In April of 2018, Marsh accompanied a version of the Big-Car-commissioned Mari Evans exhibit to the Virginia Commonwealth University Gallery in Qatar. She curated the original project at Tube Factory with Carl Pope and Evans in 2016. In Qatar, Marsh helped with the exhibition install, met with undergrad and grad students and faculty — including making studio visits, connected with staff from museums there, led private tours of the exhibit, and conducted a public lecture before the opening.

Looking ahead to 2019

With Tube Factory commissioned exhibitions — which stay up for three months — on Feb. 1, Chicago-based photographer and sociologist David Shalliol opened a photo and video exhibit based on four years of research centered around the Garfield Park and Bean Creek neighborhoods where Tube Factory is located. He also interviewed and photographed residents of the neighborhood, with a focus on Bean Creek — located east of Shelby Street adjacent to the Garfield Park neighborhood and including Tube Factory. He will eventually create more with this research. Yvette Mayorga will be next in the main gallery at Tube Factory in May. She employs confection, industrial materials, and the American board game Candy Land as a conceptual framework to juxtapose the borderlands of the U.S. and Mexico, contrasting the immigrant’s utopian visions of the American Dream with living shrines to real life individuals, some of whom have died at the border. This is followed by New York-based Saya Woolfalk’s commissioned exhibit is next in August of 2019. Woolfalk and Marsh share an interest in artificial intelligence, utopian ideas, and how ritual is and will be integrated with technology. Woolfalk has items in production and has created a video that will be projected onto the south wall of the main gallery over painted walls. Kipp Normand: Snake Oil is scheduled for November. The exhibit by this Indianapolis-based artist will explore advertising and pharmaceuticals as metaphors for religion and mass hysteria through a narrative-based immersive and kinetic installation.
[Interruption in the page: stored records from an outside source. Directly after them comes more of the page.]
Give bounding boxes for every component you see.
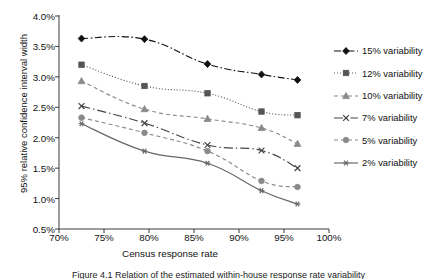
data-point-marker: [295, 112, 300, 117]
legend-label: 5% variability: [362, 136, 417, 145]
data-point-marker: [205, 161, 211, 166]
series-line: [82, 118, 298, 187]
data-point-marker: [295, 184, 301, 190]
data-point-marker: [142, 130, 148, 136]
data-series: [78, 35, 301, 83]
legend-label: 2% variability: [362, 158, 417, 167]
x-axis-label: Census response rate: [0, 248, 340, 259]
series-line: [82, 65, 298, 116]
data-point-marker: [79, 62, 84, 67]
data-series: [79, 62, 300, 118]
data-point-marker: [204, 61, 211, 68]
data-point-marker: [343, 138, 349, 144]
data-series: [79, 121, 301, 206]
legend-item[interactable]: 10% variability: [333, 85, 437, 107]
x-tick-label: 95%: [274, 232, 294, 243]
data-point-marker: [259, 188, 265, 193]
data-point-marker: [343, 160, 349, 165]
series-line: [82, 36, 298, 79]
data-point-marker: [79, 121, 85, 126]
x-tick-label: 85%: [184, 232, 204, 243]
data-point-marker: [141, 36, 148, 43]
legend-item[interactable]: 2% variability: [333, 151, 437, 173]
legend-label: 15% variability: [362, 46, 422, 55]
chart-figure: 95% relative confidence interval width 0…: [0, 0, 437, 279]
legend-marker-icon: [333, 44, 359, 58]
x-tick-label: 100%: [316, 232, 341, 243]
data-point-marker: [78, 35, 85, 42]
legend-marker-icon: [333, 156, 359, 170]
data-point-marker: [205, 148, 211, 154]
data-series: [78, 78, 301, 147]
data-series-group: [78, 35, 301, 206]
data-point-marker: [343, 48, 350, 55]
legend-marker-icon: [333, 66, 359, 80]
data-series: [79, 115, 301, 190]
data-point-marker: [295, 165, 301, 171]
legend-item[interactable]: 5% variability: [333, 129, 437, 151]
data-point-marker: [78, 78, 85, 84]
data-point-marker: [295, 202, 301, 207]
data-point-marker: [343, 115, 349, 121]
data-point-marker: [79, 115, 85, 121]
legend-label: 10% variability: [362, 91, 422, 100]
x-tick-label: 90%: [229, 232, 249, 243]
legend-label: 7% variability: [362, 113, 417, 122]
x-tick-label: 80%: [139, 232, 159, 243]
data-point-marker: [205, 91, 210, 96]
data-point-marker: [142, 83, 147, 88]
legend-item[interactable]: 15% variability: [333, 40, 437, 62]
figure-caption: Figure 4.1 Relation of the estimated wit…: [0, 270, 437, 279]
x-tick-label: 70%: [49, 232, 69, 243]
legend-marker-icon: [333, 111, 359, 125]
legend-marker-icon: [333, 133, 359, 147]
chart-legend: 15% variability12% variability10% variab…: [333, 40, 437, 174]
data-point-marker: [343, 71, 348, 76]
x-tick-label: 75%: [94, 232, 114, 243]
data-point-marker: [259, 178, 265, 184]
legend-item[interactable]: 7% variability: [333, 107, 437, 129]
legend-label: 12% variability: [362, 69, 422, 78]
data-point-marker: [204, 115, 211, 121]
series-line: [82, 124, 298, 204]
legend-marker-icon: [333, 89, 359, 103]
data-point-marker: [142, 149, 148, 154]
data-point-marker: [258, 71, 265, 78]
data-point-marker: [142, 120, 148, 126]
data-point-marker: [259, 109, 264, 114]
legend-item[interactable]: 12% variability: [333, 62, 437, 84]
data-point-marker: [294, 76, 301, 83]
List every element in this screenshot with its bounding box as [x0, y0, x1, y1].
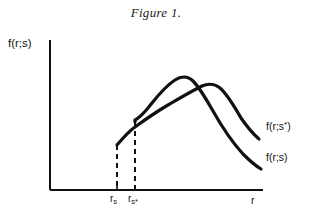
- curve-label-star-base: f(r;s: [266, 120, 284, 132]
- plot-canvas: [0, 0, 312, 217]
- x-tick-label-rs-star: rs*: [128, 193, 138, 206]
- curve-f-r-s: [117, 84, 259, 145]
- figure-container: Figure 1. f(r;s) f(r;s*) f(r;s) r rs rs*: [0, 0, 312, 217]
- curve-f-r-s-star: [135, 77, 261, 169]
- x-tick-label-rs: rs: [110, 193, 117, 206]
- curve-label-star-close: ): [287, 120, 291, 132]
- curve-label-f-r-s: f(r;s): [266, 151, 288, 163]
- tick-rs-subscript: s: [113, 197, 117, 206]
- y-axis-label: f(r;s): [8, 37, 32, 49]
- x-axis-label: r: [251, 194, 255, 206]
- tick-rs-star-superscript: *: [135, 197, 138, 206]
- curve-label-f-r-s-star: f(r;s*): [266, 120, 291, 132]
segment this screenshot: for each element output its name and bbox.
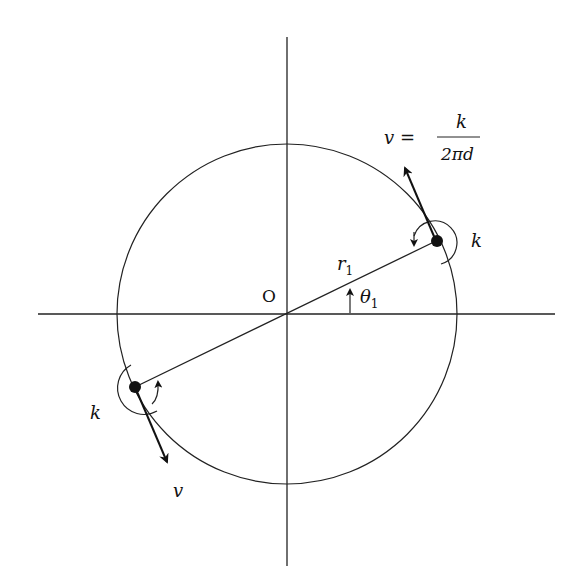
angle-label: θ1 xyxy=(360,286,378,311)
velocity-arrow-left xyxy=(135,387,167,462)
vortex-left xyxy=(118,365,167,462)
velocity-eq-numerator: k xyxy=(456,111,467,132)
vortex-diagram: O r1 θ1 k k v v = k 2πd xyxy=(0,0,576,568)
vortex-point-left xyxy=(129,381,141,393)
velocity-label-left: v xyxy=(173,480,183,501)
velocity-eq-lhs: v = xyxy=(384,127,415,148)
velocity-eq-denominator: 2πd xyxy=(440,144,474,164)
radius-label: r1 xyxy=(337,253,353,278)
origin-label: O xyxy=(262,286,276,306)
vortex-strength-label-left: k xyxy=(90,402,101,423)
vortex-right xyxy=(405,168,457,264)
velocity-arrow-right xyxy=(405,168,436,241)
vortex-point-right xyxy=(431,235,443,247)
circulation-arrow-left xyxy=(152,382,158,404)
vortex-strength-label-right: k xyxy=(471,230,482,251)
On the public programming side, we will be returning to the Indiana State Fair and Lockerbie, plan to continue working with City Market and Indy Parks, and will expand our efforts in partnership with the Jewish Federation of Greater Indianapolis and Waterside/GM Stamping Plant. We’ll also work on community engagement efforts with Electric Works in Fort Wayne and the South Indianapolis Quality of Life Plan (SoIndy) in our home area. Big Car is the convening organization and fiscal agent for SoIndy.
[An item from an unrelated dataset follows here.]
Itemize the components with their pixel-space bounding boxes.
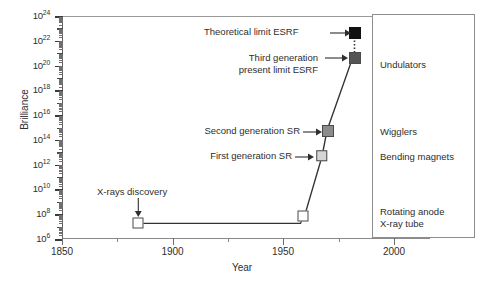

Our biggest effort in 2019 will be a major expansion of our Garfield Park Creative Community/Cruft Street Commons work. With the support of the $3 million Lilly Endowment grant and with the resolution of details with our partnership with Riley Area Development, we will see renovation work finished on five houses that will be sold at affordable prices to artists and five more renovated as affordable rentals houses for artists and neighborhood leaders. Two other buildings — our current residency house/Guichelaar Gallery next to Tube Factory and a small former church on Cruft Street — will serve as program spaces, with the house serving as a gallery and hosting short- and longer-term artists in residence.

We’ll make progress on the larger factory building behind Tube Factory and continue work on the commons green space and sculpture garden (home of our community garden, the Indianapolis Bee Sanctuary and, soon, the Chicken Chapel of Love). Likewise, we’ll add a community-focused commercial kitchen to the campus and a coffee shop at Tube Factory.